§ **Records for the exercise**:
* * * * * * * * *

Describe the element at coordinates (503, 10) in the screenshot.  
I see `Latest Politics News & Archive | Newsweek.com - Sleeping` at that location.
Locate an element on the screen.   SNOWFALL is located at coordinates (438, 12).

* * * * * * * * *

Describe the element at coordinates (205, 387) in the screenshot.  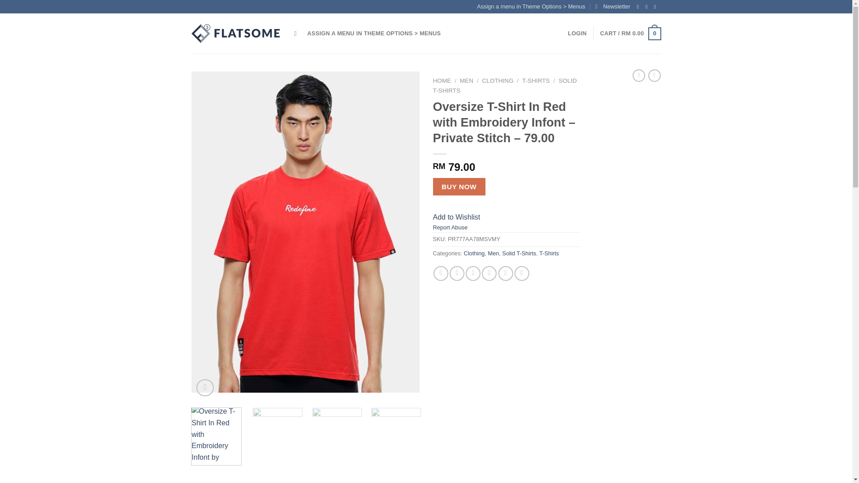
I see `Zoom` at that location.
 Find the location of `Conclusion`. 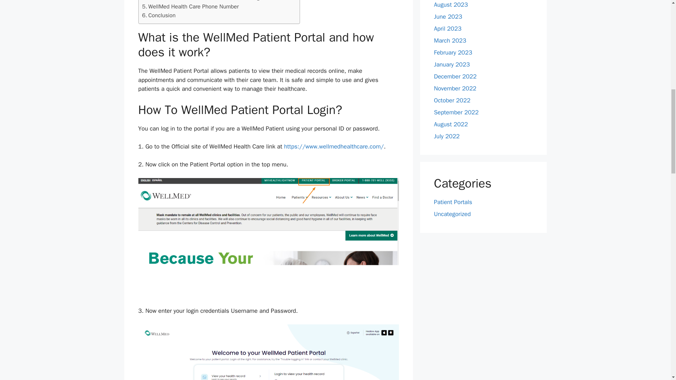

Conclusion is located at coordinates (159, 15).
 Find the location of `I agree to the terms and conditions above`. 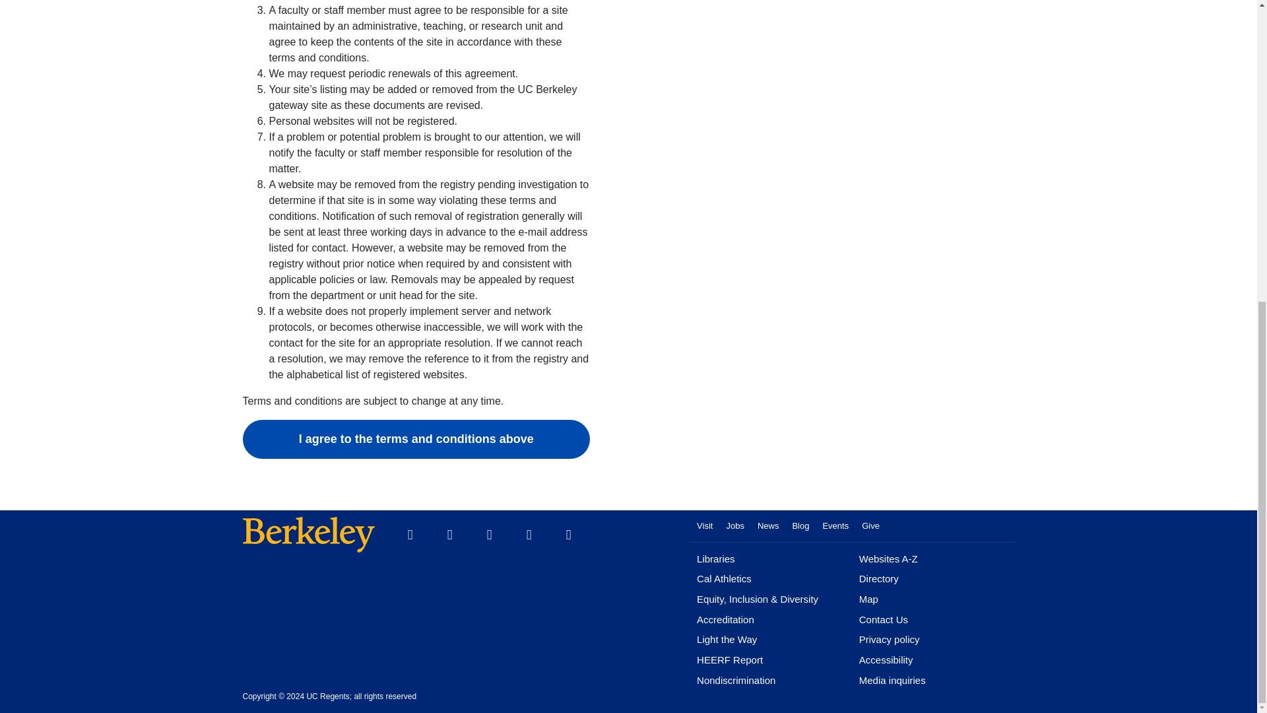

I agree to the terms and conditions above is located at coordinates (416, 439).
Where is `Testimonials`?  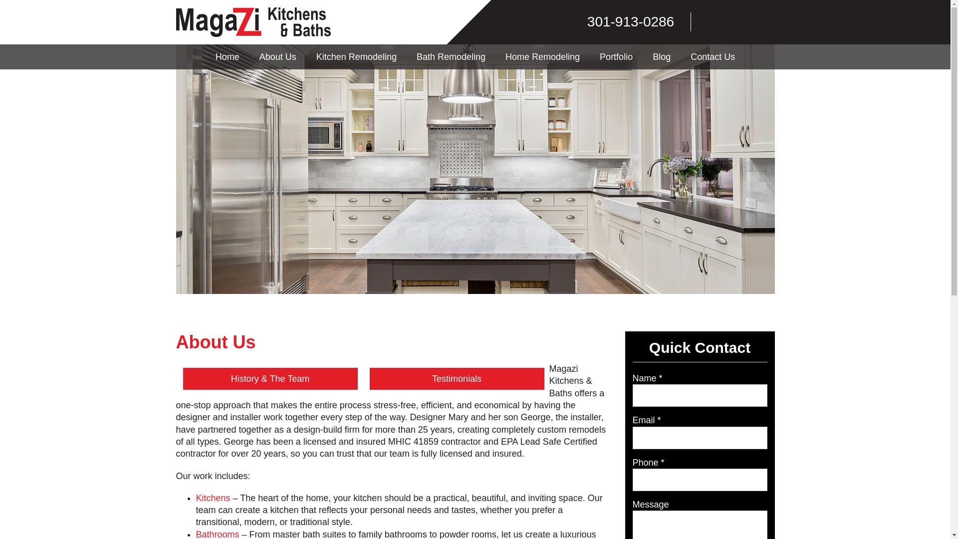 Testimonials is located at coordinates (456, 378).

* * * * * * * * *

§ **Task item**:
All lines above from the line with "Describe the element at coordinates (503, 10)" through the line with "Locate an element", both included, are to be set down exactly, with nothing else.

§ **Response to this exercise**:
Describe the element at coordinates (503, 10) in the screenshot.  
I see `Latest Politics News & Archive | Newsweek.com - Sleeping` at that location.
Locate an element on the screen.   SNOWFALL is located at coordinates (438, 12).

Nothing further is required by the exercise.